An avid exerciser, Angela ran until 40 weeks while pregnant with her own children. But with twins, she's had to slow down. She stopped running at 19 weeks. Instead, she wakes up at 5 a.m. each day and walks on the treadmill, works out on an elliptical machine or lifts weights. She took a break from coaching this year during her pregnancy, but still teaches health and P.E. at an elementary/middle school in Lexington.

Angela and Emily text or talk daily; every Wednesday, Angela texts a photo of her growing bump. Her 37-week due date is April 18, which is when the twins will be induced, if they haven't already arrived. Emily will fly to Lexington on March 31, with Miles following soon after, and they'll stay until the twins -- two girls -- are born.

While Emily and Miles plan to return to Los Angeles a month or so after the girls are born, Auntie Angela will continue to have a special place in their lives. "Our families will always be very close, which is awesome," Angela says. "Through this process, I love them more and more every day."

That feeling is mutual.

"I'm so grateful," Emily says. "Not only that Angela was there 14 years ago, but that's she applied that same coach and team mentality to help us achieve this dream."

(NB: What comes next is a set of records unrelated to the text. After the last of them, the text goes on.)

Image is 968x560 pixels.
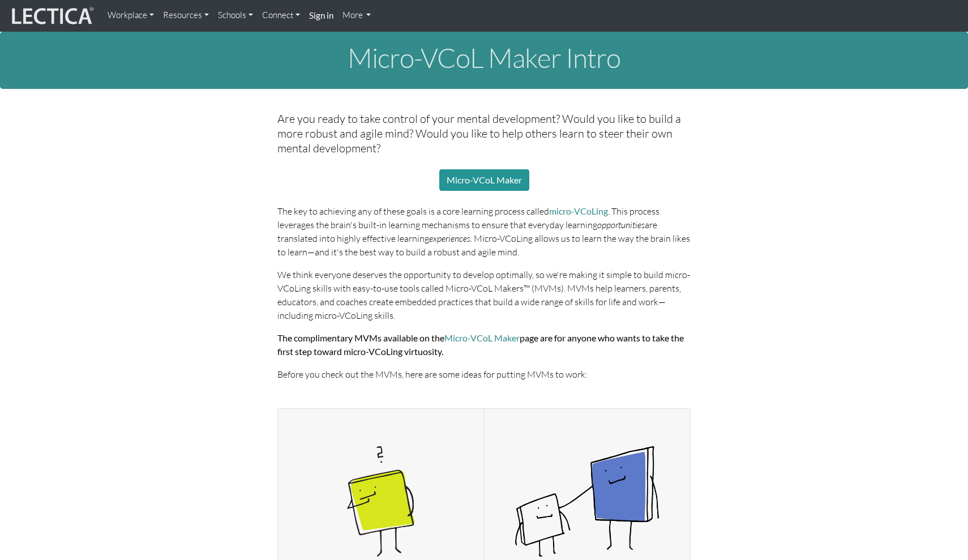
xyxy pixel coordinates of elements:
[549,205,608,216] a: micro-VCoLing
[158,4,213,26] a: Resources
[278,333,684,357] strong: The complimentary MVMs available on the page are for anyone who wants to take the first step towa...
[309,10,333,21] strong: Sign in
[103,4,158,26] a: Workplace
[598,219,645,230] em: opportunities
[278,205,690,259] p: The key to achieving any of these goals is a core learning process called . This process leverage...
[278,112,690,156] h5: Are you ready to take control of your mental development? Would you like to build a more robust a...
[429,233,470,244] em: experiences
[9,5,94,26] img: lecticalive
[439,169,529,191] a: Micro-VCoL Maker
[445,333,520,343] a: Micro-VCoL Maker
[338,4,376,26] a: More
[11,43,957,73] h1: Micro-VCoL Maker Intro
[305,4,338,27] a: Sign in
[258,4,305,26] a: Connect
[213,4,258,26] a: Schools
[278,268,690,322] p: We think everyone deserves the opportunity to develop optimally, so we're making it simple to bui...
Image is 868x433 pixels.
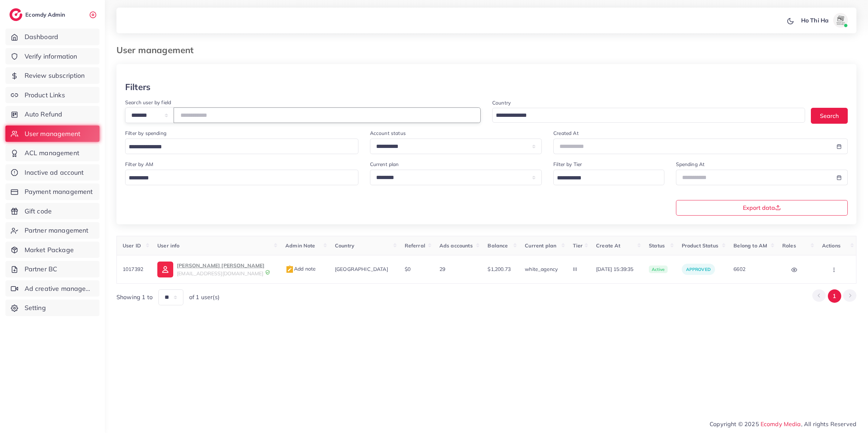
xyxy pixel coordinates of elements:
a: Partner management [5,222,99,239]
img: 9CAL8B2pu8EFxCJHYAAAAldEVYdGRhdGU6Y3JlYXRlADIwMjItMTItMDlUMDQ6NTg6MzkrMDA6MDBXSlgLAAAAJXRFWHRkYXR... [265,270,270,275]
span: $1,200.73 [488,266,511,272]
a: User management [5,126,99,142]
a: Market Package [5,241,99,258]
span: [GEOGRAPHIC_DATA] [335,266,388,272]
a: Product Links [5,87,99,104]
button: Export data [676,200,849,216]
span: Balance [488,242,508,249]
a: Verify information [5,48,99,65]
div: Search for option [554,170,664,185]
span: approved [687,267,710,272]
a: Review subscription [5,67,99,84]
a: Ecomdy Media [761,420,801,428]
span: Partner management [25,225,89,235]
a: Gift code [5,203,99,219]
span: 6602 [733,266,746,272]
a: Setting [5,299,99,316]
span: Admin Note [285,242,315,249]
span: Copyright © 2025 [710,420,857,429]
a: Ad creative management [5,280,99,297]
span: Payment management [25,187,93,196]
span: Roles [783,242,796,249]
span: III [573,266,577,272]
span: Dashboard [25,33,58,41]
a: Ho Thi Haavatar [798,13,850,27]
input: Search for option [126,142,349,152]
span: [EMAIL_ADDRESS][DOMAIN_NAME] [177,270,263,276]
a: Payment management [5,183,99,200]
span: User info [158,242,180,249]
label: Filter by AM [125,160,153,168]
a: [PERSON_NAME] [PERSON_NAME][EMAIL_ADDRESS][DOMAIN_NAME] [158,261,274,277]
h3: Filters [125,82,151,92]
div: Search for option [125,138,358,154]
input: Search for option [493,110,796,121]
input: Search for option [126,172,349,184]
p: Ho Thi Ha [801,16,828,25]
a: Partner BC [5,261,99,277]
input: Search for option [555,172,655,184]
span: , All rights Reserved [801,420,857,429]
h3: User management [116,45,199,55]
a: Dashboard [5,28,99,45]
span: Verify information [25,52,77,61]
span: Country [335,242,355,249]
label: Filter by Tier [554,160,582,168]
span: 1017392 [122,266,143,272]
span: Showing 1 to [116,293,152,301]
span: User management [25,129,80,138]
span: Product Status [682,242,718,249]
a: logoEcomdy Admin [10,8,67,21]
span: ACL management [25,148,79,158]
label: Current plan [370,160,399,168]
img: avatar [834,13,848,27]
span: Product Links [25,91,65,99]
span: Create At [596,242,621,249]
span: [DATE] 15:39:35 [596,266,637,273]
span: Market Package [25,246,74,254]
span: Partner BC [25,264,57,274]
a: Inactive ad account [5,165,99,180]
span: Auto Refund [25,110,63,119]
span: Ad creative management [25,284,94,293]
span: User ID [122,242,141,249]
label: Account status [370,129,406,136]
span: Inactive ad account [25,168,84,177]
div: Search for option [492,107,805,122]
button: Search [811,107,848,123]
span: Ads accounts [439,242,473,249]
ul: Pagination [813,290,857,303]
span: active [649,266,668,274]
img: ic-user-info.36bf1079.svg [158,261,173,277]
span: Current plan [525,242,556,249]
span: 29 [439,266,445,272]
span: white_agency [525,266,558,272]
span: Export data [743,205,781,210]
span: Referral [405,242,425,249]
label: Filter by spending [125,129,166,136]
span: Review subscription [25,71,85,80]
span: Status [649,242,665,249]
h2: Ecomdy Admin [26,11,67,18]
a: ACL management [5,144,99,161]
label: Spending At [676,160,705,168]
label: Created At [554,129,578,136]
img: logo [10,8,22,21]
span: Gift code [25,207,52,216]
span: Tier [573,242,583,249]
span: $0 [405,266,410,272]
p: [PERSON_NAME] [PERSON_NAME] [177,261,264,270]
span: Add note [285,266,316,272]
span: Setting [25,303,46,312]
div: Search for option [125,170,358,185]
button: Go to page 1 [828,290,842,303]
label: Country [492,99,511,106]
span: Belong to AM [733,242,768,249]
span: of 1 user(s) [189,293,219,301]
label: Search user by field [125,99,171,106]
img: admin_note.cdd0b510.svg [285,265,294,274]
span: Actions [822,242,841,249]
a: Auto Refund [5,106,99,122]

Lung cancer kills more people each year than breast, colon, liver, melanoma and kidney cancers combined. But funding for research is scant, often because people associate lung cancer with older, chronic smokers rather than young, athletic non-smokers. Emily is now a part-time spokesperson and advocate for the Bonnie J. Addario Lung Cancer Foundation. Through the foundation, she's also a spokeswoman for a study she is a part of, the Genomics of Young Lung Cancer, which was launched to identify new genome-defined subtypes of lung cancer and accelerate delivery of more effective targeted therapies. The study continues to seek young lung cancer patients as participants.